45 pages • 1 hour read
Anne RiceA modern alternative to SparkNotes and CliffsNotes, SuperSummary offers high-quality Study Guides with detailed chapter summaries and analysis of major themes, characters, and more.
Louis tells the boy he never changed. He traveled the world with Armand but feels he died in Paris. One hundred years later, Armand tells him Lestat didn’t die at the Theatre and fled to New Orleans. They return to America and go to Louis’s old home. Louis is nostalgic when he sees the home he shared with Lestat and Claudia.
One night Louis sees a young vampire in the streets. The vampire kills a woman and takes her baby. Louis follows him, assuming the vampire will lead him to Lestat. He finds Lestat in a decrepit house. Lestat is frail, has been surviving on animals, and is obviously a burden to the younger vampire. Lestat is overjoyed to see Louis and believes that he has returned home for him.

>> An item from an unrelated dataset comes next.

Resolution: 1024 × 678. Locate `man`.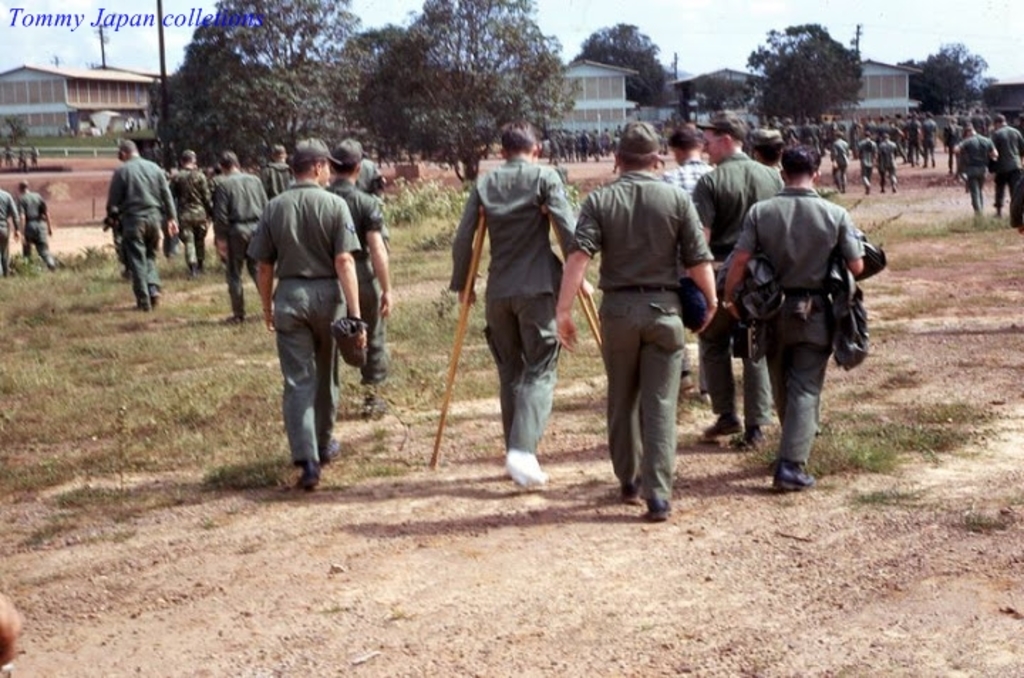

Louis says he’s not there to stay as Lestat pleads with him. Louis believes Lestat is dying. Lestat begs for forgiveness, which only annoys Louis. After the young vampire leaves, Louis leaves as well and returns the baby to its home.
A month later he tells Armand he saw Lestat. He is surprised at how little emotion he felt at seeing his creator. Armand admits that he killed Claudia and hopes that the revelation will bring some emotion back to Louis, but it does not because Louis already suspected Armand’s guilt and he scarcely reacts. Now that Louis is so distant, Armand feels that his plans have backfired. He created this version of Louis by killing Claudia, and now he can’t bear to stay with his creation. Louis leaves New Orleans, certain that Armand will die soon. He tells the interviewer,
“I wanted to be where there was nothing familiar to me. And nothing mattered. And that’s the end of it. There’s nothing else” (338).
The boy refuses to accept the ending and begs Louis to make him a vampire. Louis is furious and says he has failed in his story. He feeds on the boy but does not kill him. When the boy wakes, he plays the tape and hears the beginning of Louis’s story. The recording gives him Lestat’s address, and he immediately leaves for Louisiana.
Louis’s story is a sequence of attempts at redemption that fail. His reaction to the boy’s wish to become a vampire shows Louis’s motivation for the interview: He thought that if he could tell his story, it would lead others to eschew passivity and the lust for immortality. He believed that his story would help listeners value their mortal lives rather than wishing for the life and experience of a vampire, but it has the opposite effect on the boy.
Again, Louis’s only liberation is that he no longer has any questions. He says that “nothing mattered. And that’s the end of it. There’s nothing else” (338). There is no point in investigating meaning and truth in a world that is hostile to them.
Louis gains his love when he partners with Armand, who wanted him more than he had ever wanted anything, but with the loss of Claudia Louis’s capacity for a relationship is unsustainable. When Armand finally confirms that he was responsible for Claudia’s death, even that fails to rouse passion in him. Louis has progressed from a melancholy mortal who longed for death to a numbed immortal who no longer feels anything. Also, he is not tempted to stay with Lestat. He says goodbye to both Lestat and Armand without affect or emotion. Whatever soul Louis may have had is gone. Armand and Lestat both strove to make Louis into an unapologetic, detached vampire. The realization of their goal leads to a version of Louis that despises both of his companions. Their punishment is to lose Louis and rob themselves of hope for the future. Armand and Lestat are each dying, a fact that Louis’s absence will accelerate.
As the boy heads to Lestat’s address, it is a sign that the cycle will continue. The boy is naive and believes if he can experience the power of a vampire, he will know how to use and appreciate it better than Louis. Power and corruption have cyclical natures. Many people live their lives in unsatisfying ways, without satisfying answers to their most urgent questions, and then their lives end.
However, there are reasons to argue that the ending is optimistic. Louis does not kill the boy, indicating that he may still have some respect for human life. He told the story because he hoped he could help people learn from his mistakes. It is possible that he will hold onto that hope, even though this interview did not give him the desired result.